I am reading a blog which talks about a $C^1$ diffeomorphism $f: \mathbb{D}\{ x^2 + y^2 < 1\} \to \mathbb{R}^2$ and estimates the Hausdorff dimension of its image $\mathcal{H}_\sqrt{2}^d (f(\mathbb{D}))$. In the blog it is shown:
$$ \mathcal{H}_\sqrt{2}^d (f(\mathbb{D})) \leq 170 \pi \cdot \max \{ K, L\}^{2-d}\cdot L^{d-1}$$
My question is how can the diffeomorphic image of a disk have Hausdorff dimension between 1 and 2?
To remind myself, I read up on Hausdorff measure. The Hausdorff measure of $\mathbb{D}$ is zero in dimensions bigger than 2 and infinite in dimensions less than 2.
So how can the diffeomorphic image of a disk have $\mathcal{H}_\sqrt{2}^d (f(\mathbb{D}))$ which is neither $0$ nor $\infty$?
Related What is the Point of a Horseshoe Map ?What is the Point of a Horseshoe Map ? and some more discussion where the authors announce finding Hausdorff dimension of the (un)stable set to be less than 2. Fractal Geometry of non-Uniformly Hyperbolic Horseshoes
$\sqrt{2}$ seems to have to do with the diameter of the unit square, so these Hausdorff measures are counting squares. These result is only meaningful with dervatives $||Df(p)|| < K$ and $|\det Df(p)| < L$ are both large. Therefore, $f$ must exhibit quite a bit of distortion, even thought it is $C^1$.
This measure rewards you for stretching. A very long thin rectangle with unit Euclidean area must be covered by (very inefficiently) by a lot of unit squares.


__ACTIVITY__
Please return every line of the records below that contains the word "swatch".

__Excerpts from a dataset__
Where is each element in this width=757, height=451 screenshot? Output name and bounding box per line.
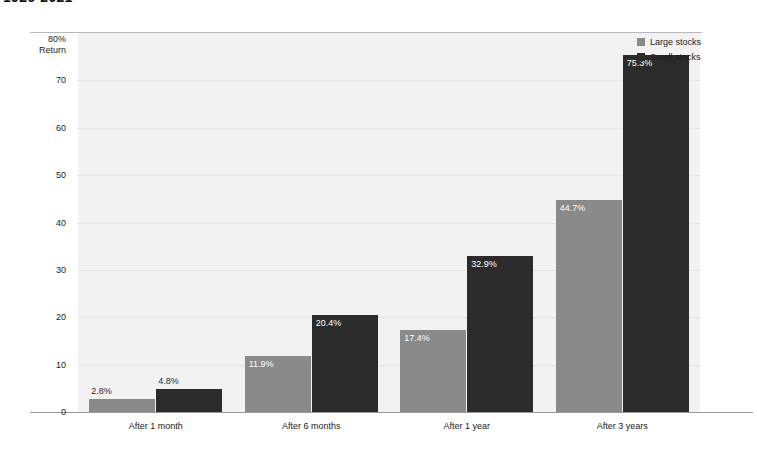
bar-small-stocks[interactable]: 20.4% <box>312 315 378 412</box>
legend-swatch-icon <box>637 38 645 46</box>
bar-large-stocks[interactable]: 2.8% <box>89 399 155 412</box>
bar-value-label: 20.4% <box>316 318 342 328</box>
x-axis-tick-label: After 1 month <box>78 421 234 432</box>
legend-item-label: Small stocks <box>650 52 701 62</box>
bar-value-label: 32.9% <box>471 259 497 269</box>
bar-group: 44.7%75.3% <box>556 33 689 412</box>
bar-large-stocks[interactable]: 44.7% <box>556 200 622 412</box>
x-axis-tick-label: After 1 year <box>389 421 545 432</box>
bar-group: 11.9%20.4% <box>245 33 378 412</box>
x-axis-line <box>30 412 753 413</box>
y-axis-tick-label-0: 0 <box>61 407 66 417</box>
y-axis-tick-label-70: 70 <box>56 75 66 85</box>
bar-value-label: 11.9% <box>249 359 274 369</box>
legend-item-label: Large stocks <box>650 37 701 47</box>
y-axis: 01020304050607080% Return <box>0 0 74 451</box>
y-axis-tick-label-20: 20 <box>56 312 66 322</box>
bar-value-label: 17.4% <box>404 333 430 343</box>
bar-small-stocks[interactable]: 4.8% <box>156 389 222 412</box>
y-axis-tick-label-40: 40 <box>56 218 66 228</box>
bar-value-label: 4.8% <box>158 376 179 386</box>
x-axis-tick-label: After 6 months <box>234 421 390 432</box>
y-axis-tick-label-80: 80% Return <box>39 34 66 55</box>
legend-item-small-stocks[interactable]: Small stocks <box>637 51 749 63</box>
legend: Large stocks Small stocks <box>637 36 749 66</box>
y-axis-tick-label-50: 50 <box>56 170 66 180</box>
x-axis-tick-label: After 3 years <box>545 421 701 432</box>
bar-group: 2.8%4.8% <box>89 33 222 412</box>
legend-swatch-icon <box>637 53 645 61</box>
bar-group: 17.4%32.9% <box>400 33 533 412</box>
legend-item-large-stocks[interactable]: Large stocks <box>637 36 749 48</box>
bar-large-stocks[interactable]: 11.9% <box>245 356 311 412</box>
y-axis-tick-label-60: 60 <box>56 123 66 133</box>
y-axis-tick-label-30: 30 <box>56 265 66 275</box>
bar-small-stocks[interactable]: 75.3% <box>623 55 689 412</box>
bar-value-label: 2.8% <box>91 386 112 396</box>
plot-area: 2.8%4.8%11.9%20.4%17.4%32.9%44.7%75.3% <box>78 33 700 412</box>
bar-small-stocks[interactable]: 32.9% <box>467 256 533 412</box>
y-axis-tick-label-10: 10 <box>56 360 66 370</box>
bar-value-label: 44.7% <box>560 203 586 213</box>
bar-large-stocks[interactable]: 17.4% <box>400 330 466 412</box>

__OUTPUT OF THE EXERCISE__
legend-swatch-icon <box>637 38 645 46</box>
legend-swatch-icon <box>637 53 645 61</box>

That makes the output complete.